Aesthetes of a certain temperament think of watercolors as a secret vice, something they love but dare not praise in modernist circles. There, the medium's old-fashioned virtues are often scorned as quaint or irrelevant.

While contemporary fashion favors big, sprawling conceptual art produced by studio teams, watercolors are intimate -- or at least "sofa sized" -- and handmade by the signator rather than a hireling. They display contradictory skills -- spontaneity and planning, loose brushwork and total paint control, keen observation and happy accidents. Tricky stuff, that.

For appreciators of the medium, the Bloomington Art Center has a treat in the 91st annual National Watercolor Society Traveling Exhibition. The show features 30 exemplary paintings from artists in 14 states plus Australia and South Africa. They are a subset of 100 award-winning pictures picked from nearly 1,000 entries in an international competition.

Given Minnesota's rich watercolor tradition, it's no surprise that winners include Minneapolis artist James Warren Kuether and the internationally known Duluth talents Cheng-Khee Chee and John Salminen.

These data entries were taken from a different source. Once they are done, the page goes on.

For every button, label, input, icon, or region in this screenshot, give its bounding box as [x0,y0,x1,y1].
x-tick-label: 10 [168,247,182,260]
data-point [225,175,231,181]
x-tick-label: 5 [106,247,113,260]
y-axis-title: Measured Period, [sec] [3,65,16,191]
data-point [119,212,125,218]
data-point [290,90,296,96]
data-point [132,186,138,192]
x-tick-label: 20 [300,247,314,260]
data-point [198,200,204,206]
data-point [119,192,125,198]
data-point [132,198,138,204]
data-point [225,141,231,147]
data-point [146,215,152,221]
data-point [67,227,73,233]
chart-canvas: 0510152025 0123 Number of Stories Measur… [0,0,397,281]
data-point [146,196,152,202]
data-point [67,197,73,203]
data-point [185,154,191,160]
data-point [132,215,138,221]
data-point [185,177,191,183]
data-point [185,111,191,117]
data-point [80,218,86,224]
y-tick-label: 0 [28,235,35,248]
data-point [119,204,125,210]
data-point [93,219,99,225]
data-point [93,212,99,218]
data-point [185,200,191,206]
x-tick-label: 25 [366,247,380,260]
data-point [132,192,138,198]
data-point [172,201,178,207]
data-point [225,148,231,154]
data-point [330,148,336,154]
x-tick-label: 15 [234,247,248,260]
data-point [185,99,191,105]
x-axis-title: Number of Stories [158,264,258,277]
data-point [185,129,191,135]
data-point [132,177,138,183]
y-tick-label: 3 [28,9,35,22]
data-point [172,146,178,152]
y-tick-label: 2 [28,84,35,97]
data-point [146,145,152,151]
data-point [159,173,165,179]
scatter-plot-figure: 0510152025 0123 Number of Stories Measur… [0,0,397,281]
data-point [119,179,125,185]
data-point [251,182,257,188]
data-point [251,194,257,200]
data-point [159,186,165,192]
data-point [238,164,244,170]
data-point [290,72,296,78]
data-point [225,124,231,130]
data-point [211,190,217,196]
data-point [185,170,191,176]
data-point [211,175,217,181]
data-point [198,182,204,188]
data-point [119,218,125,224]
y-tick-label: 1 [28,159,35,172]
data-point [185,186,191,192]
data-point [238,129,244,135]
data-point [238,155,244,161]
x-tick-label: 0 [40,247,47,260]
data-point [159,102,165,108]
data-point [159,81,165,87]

Old subjects, fresh challenges

If watercolorists are biased toward traditional subjects -- landscapes, portraits, still-lifes -- that's doubtless because their challenges are infinite. Kuether's luminous "The Bird's Nest" is a marvel of design. More than 2 feet tall, it depicts a flurry of tropical leaves whose sail-like blades flare around the almost camouflaged nest of a small white bird. With crisp lines and clear, transparent hues, Kuether defines stems edged in rose and violet, curling sun-bleached leaves and pine-dark shadows heavy with the torpid heat of midday.

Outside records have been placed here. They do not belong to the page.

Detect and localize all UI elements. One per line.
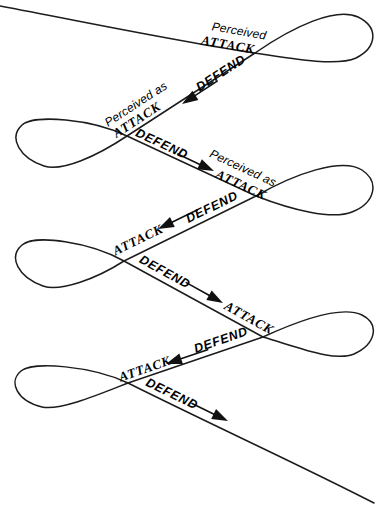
defend-label: DEFEND <box>144 375 201 412</box>
defend-label: DEFEND <box>134 126 191 162</box>
attack-label: ATTACK <box>116 352 173 384</box>
conflict-spiral-diagram: Perceived ATTACK DEFEND Perceived as ATT… <box>0 0 382 510</box>
spiral-curve <box>0 6 374 503</box>
attack-label: ATTACK <box>109 221 165 259</box>
diagram-canvas: Perceived ATTACK DEFEND Perceived as ATT… <box>0 0 382 510</box>
defend-label: DEFEND <box>184 188 241 225</box>
defend-label: DEFEND <box>194 52 249 94</box>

Salminen takes a looser approach in "Shanghai Construction," a skyscraper's-eye view of a sprawling construction site whose vast footprint slices into an urban fabric. His watery pigments roll across the scene like a darkening cloud, shifting from pale yellow to a bruised greenish purple where the new and old city meet.

At more than 3 feet wide, Cheng-Khee's "Crabs" is a brooding tangle of beady-eyed creatures apparently competing for dominance in murky water, a struggle that invites metaphoric interpretation.

Tone and texture

Watercolorists pride themselves on their ability to suggest myriad textures, as Virginia artist Michele Rea does in "Old Cemetery Gate," a close-up of an ancient, rusting hinge tying a scabrous door to a patched and worn brick wall. Next to that work, a painting by Guan Weixing of North Carolina simultaneously describes the stubbled cheeks and sun-squinted eyes of a man with two gold teeth wearing a pale-plaid cotton shirt at midday before a stuccoed wall. Skin, beard, fabric, time-of-day, locale and dentistry -- all in a few strokes of a brush. Cool.

A fast-drying medium, watercolor demands dexterity and premeditation for best results, as seen in "Little Billy," by Louisiana artist Judi Betts. The coy title is a bit too cute for Betts' sophisticated encounter with a herd of goats. With their floppy rabbit-like ears and curious eyes, the animals are full of personality. After capturing their awkward grace in sepia tones, Betts enlivens the image with pale washes of complementary colors (green/orange; rose/blue) that introduce unexpected sophistication to a homey image.

Illusion and design define "Miss American Pie" by Laura Allums Mitchell, also of Louisiana. A still life of apples in a gleaming metal bowl on an undulating cascade of red/white/blue striped fabric, "Pie" is a gaudy cornucopia of painterly problems, from how to "shade" white stripes and fabric folds, to creating illusions of metal and reflections-in-metal.

In the flesh

Portraits are a special challenge with their myriad skin tones, hair textures, expressions and gestures. In her portrait of two black South African singers, Robin Van Den Barselaar conveys the beauty of the women's skin and the intensity of their performance under a nightclub spotlight. The picture's freshness is even more remarkable because dark watercolors turn muddy if overworked and, traditionally, they can't be topped up with lighter hues, as oil pigments can.

These artists have their tricks, however, as seen in "I Was in the Neighborhood," by California painter Will Bullas. He sketched in his subject -- a guy in jeans, T-shirt, aviator glasses and helmet -- with transparent watercolor that stains the paper and generally can't be altered. Then he used a hair-dryer, sponges and toothbrushes to spatter on shadows and enhance volumes and details.

Long associated with leisure, watercolors are sometimes condescendingly dismissed as what serious artists do on vacation (think Winslow Homer in the Bahamas, John Singer Sargent in Italy). And because their pigments fade if long exposed to light, they can't be displayed permanently as oil paintings can. Worse yet, they're "retinal." That is, they appeal to the eye, a quality that art snobs have been dissing since Cezanne tossed a barbed bouquet to Monet whom he called "only an eye, but my god, what an eye."

Such are the burdens of disdain that the medium carries. But forget all that and simply delight in the skill, training and design savvy on display in Bloomington. The show is a gem.